Rest Is a Leadership Decision

I’m two weeks into not smoking.

I’m also an advanced meditation teacher and coach.

And this week, I genuinely wondered if getting up to make coffee counted as “enough activity” for the day.

Spoiler alert: it did.

Everyone tells you nicotine leaves your body in 72 hours. What they don’t tell you is that the psychological patterns don’t clock out that quickly. They linger. They protest. They throw a quiet tantrum.

I expected to feel clearer. Lighter. Energized.

Instead, I felt exhausted. Unmotivated. Depleted.

My body was recalibrating. My nervous system was resetting. And rather than rising heroically into a new, optimized version of myself, I was horizontal on the couch wondering why everything felt like so much.

The Cigarette Was Never the Point

The cravings weren’t really about nicotine anymore. They surged every time stress appeared. Every time one of my kids needed something. Every time a “have to” entered the room.

I used to step outside for a cigarette and take two minutes to breathe.

Two minutes alone. Two minutes of pause.

The cigarette was never the point.

The pause was.

Every time a craving hit this week, I did a breathing exercise instead.
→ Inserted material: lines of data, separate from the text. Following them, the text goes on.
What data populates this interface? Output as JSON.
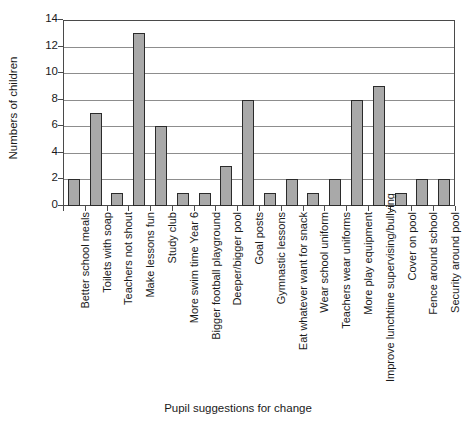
{
  "chart_data": {
    "type": "bar",
    "title": "",
    "xlabel": "Pupil suggestions for change",
    "ylabel": "Numbers of children",
    "ylim": [
      0,
      14
    ],
    "ytick_step": 2,
    "yticks": [
      0,
      2,
      4,
      6,
      8,
      10,
      12,
      14
    ],
    "grid": "horizontal",
    "legend": "none",
    "bar_fill_color": "#a9a9a9",
    "bar_border_color": "#2b2b2b",
    "categories": [
      "Better  school meals",
      "Toilets with soap",
      "Teachers not shout",
      "Make lessons fun",
      "Study club",
      "More swim time Year 6",
      "Bigger football playground",
      "Deeper/bigger pool",
      "Goal posts",
      "Gymnastic lessons",
      "Eat whatever want for snack",
      "Wear school uniform",
      "Teachers wear uniforms",
      "More play equipment",
      "Improve lunchtime supervising/bullying",
      "Cover on pool",
      "Fence around school",
      "Security around pool"
    ],
    "values": [
      2,
      7,
      1,
      13,
      6,
      1,
      1,
      3,
      8,
      1,
      2,
      1,
      2,
      8,
      9,
      1,
      2,
      2
    ]
  }
}
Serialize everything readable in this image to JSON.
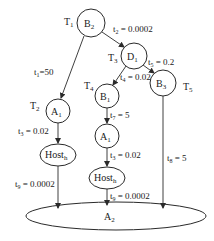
{
  "diagram": {
    "nodes": {
      "B2": {
        "label": "B",
        "sub": "2",
        "task": "T",
        "task_sub": "1"
      },
      "D1": {
        "label": "D",
        "sub": "1",
        "task": "T",
        "task_sub": "3"
      },
      "B1": {
        "label": "B",
        "sub": "1",
        "task": "T",
        "task_sub": "4"
      },
      "B3": {
        "label": "B",
        "sub": "3",
        "task": "T",
        "task_sub": "5"
      },
      "A1_left": {
        "label": "A",
        "sub": "1",
        "task": "T",
        "task_sub": "2"
      },
      "A1_mid": {
        "label": "A",
        "sub": "1"
      },
      "Host_left": {
        "label": "Host",
        "sub": "h"
      },
      "Host_mid": {
        "label": "Host",
        "sub": "h"
      },
      "A2": {
        "label": "A",
        "sub": "2"
      }
    },
    "edges": {
      "e1": {
        "t": "t",
        "sub": "1",
        "value": "=50"
      },
      "e2": {
        "t": "t",
        "sub": "2",
        "value": " = 0.0002"
      },
      "e3_left": {
        "t": "t",
        "sub": "3",
        "value": " = 0.02"
      },
      "e3_mid": {
        "t": "t",
        "sub": "3",
        "value": " = 0.02"
      },
      "e4": {
        "t": "t",
        "sub": "4",
        "value": " = 0.02"
      },
      "e5": {
        "t": "t",
        "sub": "5",
        "value": " = 0.2"
      },
      "e7": {
        "t": "t",
        "sub": "7",
        "value": " = 5"
      },
      "e8": {
        "t": "t",
        "sub": "8",
        "value": " = 5"
      },
      "e9_left": {
        "t": "t",
        "sub": "9",
        "value": " = 0.0002"
      },
      "e9_mid": {
        "t": "t",
        "sub": "9",
        "value": " = 0.0002"
      }
    },
    "colors": {
      "stroke": "#2a2a2a",
      "text": "#222222",
      "background": "#ffffff"
    }
  }
}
Nothing dramatic. Just space. Just breath. Just interruption of the pattern.

The Identity Beneath the Habit

But here’s where it got uncomfortable.

The old version of me would have powered through this phase. Ignored the depletion. Pushed past the fog. Worked anyway.
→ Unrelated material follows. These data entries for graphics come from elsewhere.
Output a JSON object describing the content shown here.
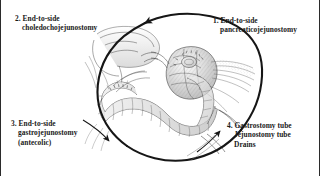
{
  "figure": {
    "title": "Whipple pancreaticoduodenectomy reconstruction diagram",
    "background_color": "#ffffff",
    "ink_color": "#1a1a1a",
    "border_color": "#2b2b2b"
  },
  "illustration": {
    "name": "pancreaticoduodenectomy-reconstruction",
    "description": "Pen-and-ink anatomical drawing of the reconstructed upper abdomen after a Whipple procedure, showing the jejunal limb anastomosed to the pancreas, bile duct and stomach, encircled by a counterclockwise arrow."
  },
  "labels": [
    {
      "id": "label-1",
      "number": "1.",
      "lines": [
        "End-to-side",
        "pancreaticojejunostomy"
      ],
      "position": "top-right"
    },
    {
      "id": "label-2",
      "number": "2.",
      "lines": [
        "End-to-side",
        "choledochojejunostomy"
      ],
      "position": "top-left"
    },
    {
      "id": "label-3",
      "number": "3.",
      "lines": [
        "End-to-side",
        "gastrojejunostomy",
        "(antecolic)"
      ],
      "position": "bottom-left"
    },
    {
      "id": "label-4",
      "number": "4.",
      "lines": [
        "Gastrostomy tube",
        "Jejunostomy tube",
        "Drains"
      ],
      "position": "bottom-right"
    }
  ],
  "annotations": {
    "flow_arrow": "counterclockwise-circular-arrow",
    "leader_3": "arrow pointing down-right from label 3 to gastrojejunostomy",
    "leader_4": "arrow pointing up-right from label 4 to tubes and drains"
  }
}
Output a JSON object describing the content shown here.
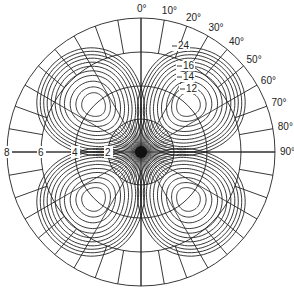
{
  "diagram": {
    "type": "polar-contour-plot",
    "center": [
      141,
      152
    ],
    "outer_radius": 134,
    "colors": {
      "line": "#222222",
      "background": "#ffffff"
    },
    "rings": [
      {
        "value": 2,
        "label": "2"
      },
      {
        "value": 4,
        "label": "4"
      },
      {
        "value": 6,
        "label": "6"
      },
      {
        "value": 8,
        "label": "8"
      }
    ],
    "angle_labels": [
      {
        "deg": 0,
        "label": "0°"
      },
      {
        "deg": 10,
        "label": "10°"
      },
      {
        "deg": 20,
        "label": "20°"
      },
      {
        "deg": 30,
        "label": "30°"
      },
      {
        "deg": 40,
        "label": "40°"
      },
      {
        "deg": 50,
        "label": "50°"
      },
      {
        "deg": 60,
        "label": "60°"
      },
      {
        "deg": 70,
        "label": "70°"
      },
      {
        "deg": 80,
        "label": "80°"
      },
      {
        "deg": 90,
        "label": "90°"
      }
    ],
    "contour_labels": [
      {
        "value": "24",
        "label": "24"
      },
      {
        "value": "16",
        "label": "16"
      },
      {
        "value": "14",
        "label": "14"
      },
      {
        "value": "12",
        "label": "12"
      }
    ],
    "lobes": [
      {
        "quadrant": "upper-left",
        "center_angle_deg": -45
      },
      {
        "quadrant": "upper-right",
        "center_angle_deg": 45
      },
      {
        "quadrant": "lower-left",
        "center_angle_deg": -135
      },
      {
        "quadrant": "lower-right",
        "center_angle_deg": 135
      }
    ]
  }
}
That’s the identity high-performers cling to — the one that equates discomfort with weakness and rest with laziness.

I’ve lived that version before.

Fear of falling behind.
Fear of being late.
Fear of not doing enough.

Underneath it all: the belief that my value is tied to output.

This week, I almost slipped back into it.
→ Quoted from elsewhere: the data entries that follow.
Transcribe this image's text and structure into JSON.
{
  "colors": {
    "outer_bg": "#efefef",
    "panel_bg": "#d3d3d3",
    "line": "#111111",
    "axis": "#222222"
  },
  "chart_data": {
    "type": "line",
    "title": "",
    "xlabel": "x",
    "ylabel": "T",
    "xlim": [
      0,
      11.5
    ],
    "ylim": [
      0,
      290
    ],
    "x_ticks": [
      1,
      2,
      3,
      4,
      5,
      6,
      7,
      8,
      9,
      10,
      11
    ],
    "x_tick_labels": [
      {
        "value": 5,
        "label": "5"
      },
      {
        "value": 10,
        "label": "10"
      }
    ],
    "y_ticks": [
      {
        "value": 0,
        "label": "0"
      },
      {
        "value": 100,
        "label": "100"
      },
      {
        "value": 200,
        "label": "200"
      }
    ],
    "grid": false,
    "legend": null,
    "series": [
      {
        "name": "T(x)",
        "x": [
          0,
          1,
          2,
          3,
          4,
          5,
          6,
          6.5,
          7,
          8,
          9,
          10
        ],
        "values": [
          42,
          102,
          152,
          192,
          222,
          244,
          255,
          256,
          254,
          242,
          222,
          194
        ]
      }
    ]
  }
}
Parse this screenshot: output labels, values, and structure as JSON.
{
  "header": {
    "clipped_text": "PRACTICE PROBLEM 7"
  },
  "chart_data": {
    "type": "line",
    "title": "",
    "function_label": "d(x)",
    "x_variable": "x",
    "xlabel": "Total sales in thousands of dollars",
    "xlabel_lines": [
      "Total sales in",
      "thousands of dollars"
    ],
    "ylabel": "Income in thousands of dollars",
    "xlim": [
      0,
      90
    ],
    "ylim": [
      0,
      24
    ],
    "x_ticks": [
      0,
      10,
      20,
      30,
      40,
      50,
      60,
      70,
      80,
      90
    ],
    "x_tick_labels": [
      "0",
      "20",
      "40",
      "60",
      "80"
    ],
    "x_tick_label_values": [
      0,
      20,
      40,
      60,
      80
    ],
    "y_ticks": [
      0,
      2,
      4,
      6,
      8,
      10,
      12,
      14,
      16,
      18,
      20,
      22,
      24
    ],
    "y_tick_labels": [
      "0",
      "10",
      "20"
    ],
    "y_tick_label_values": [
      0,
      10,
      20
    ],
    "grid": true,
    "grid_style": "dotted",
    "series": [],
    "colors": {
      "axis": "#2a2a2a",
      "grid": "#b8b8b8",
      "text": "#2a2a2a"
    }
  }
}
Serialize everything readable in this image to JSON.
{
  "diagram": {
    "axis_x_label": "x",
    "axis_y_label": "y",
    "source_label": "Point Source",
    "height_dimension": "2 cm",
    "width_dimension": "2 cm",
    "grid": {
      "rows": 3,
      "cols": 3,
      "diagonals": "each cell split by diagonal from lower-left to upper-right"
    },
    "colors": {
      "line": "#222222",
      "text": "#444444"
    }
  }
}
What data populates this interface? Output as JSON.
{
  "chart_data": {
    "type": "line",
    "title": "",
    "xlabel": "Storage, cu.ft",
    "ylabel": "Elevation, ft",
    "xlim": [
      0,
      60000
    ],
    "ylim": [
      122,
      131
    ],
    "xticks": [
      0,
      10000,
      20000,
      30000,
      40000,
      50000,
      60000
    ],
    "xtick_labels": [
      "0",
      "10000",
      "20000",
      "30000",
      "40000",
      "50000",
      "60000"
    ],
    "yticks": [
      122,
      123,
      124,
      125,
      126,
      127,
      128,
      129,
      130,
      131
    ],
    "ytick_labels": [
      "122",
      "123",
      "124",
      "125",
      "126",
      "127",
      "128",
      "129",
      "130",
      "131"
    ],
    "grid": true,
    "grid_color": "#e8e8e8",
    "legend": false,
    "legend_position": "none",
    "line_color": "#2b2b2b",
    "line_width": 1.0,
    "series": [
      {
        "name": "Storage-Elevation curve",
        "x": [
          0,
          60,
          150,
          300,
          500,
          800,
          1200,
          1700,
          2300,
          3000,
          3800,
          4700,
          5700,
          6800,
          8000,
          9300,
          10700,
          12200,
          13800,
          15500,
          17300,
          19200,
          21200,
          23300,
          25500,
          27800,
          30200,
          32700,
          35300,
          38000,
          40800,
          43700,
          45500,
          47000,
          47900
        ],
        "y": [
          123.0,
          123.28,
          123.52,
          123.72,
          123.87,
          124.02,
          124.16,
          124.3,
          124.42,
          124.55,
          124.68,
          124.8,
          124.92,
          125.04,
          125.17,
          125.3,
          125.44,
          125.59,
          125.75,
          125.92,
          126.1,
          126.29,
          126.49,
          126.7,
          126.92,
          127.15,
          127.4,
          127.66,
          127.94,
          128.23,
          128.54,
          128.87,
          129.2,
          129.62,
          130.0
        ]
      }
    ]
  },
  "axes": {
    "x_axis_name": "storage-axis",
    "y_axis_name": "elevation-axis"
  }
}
I almost worked on my books.
My newsletter.
Everything.

Instead, I rested.

Not because I “should.”
But because I wanted to protect what I’m building — internally and externally.

That is Inner Risk Management in real time.

The Strategic Risk of Ignoring Depletion

Ignoring depletion signals and pushing anyway is the fastest path back to burnout. Leaders do it every day without realizing they’re taking that risk.

Quitting something harmful didn’t require more willpower.

It required more rest.

Let that sink in.

I even found myself Googling, “Is it normal to not feel okay two weeks after quitting smoking?” because apparently even meditation teachers need reassurance sometimes.

The Pause Might Be the Work

This wasn’t really about smoking.

It was about noticing how quickly I revert to over-functioning when stress rises. How fast the old productivity wiring tries to take the wheel. How seductive it is to feel useful instead of feel tired.

Rest isn’t lazy.

Sometimes rest is the most regulated, self-led choice you can make.

If you’re in a season of transition — quitting something, starting something, shifting identities — pay attention to the urge to push.

The pause IS the work.

I write weekly about managing inner risk — the subtle stress patterns, identity habits, and burnout dynamics that quietly shape our leadership. If this resonated, you’re welcome to join me there.

P.S. Still not smoking. Still resting. Still learning that rising sometimes looks like doing absolutely nothing.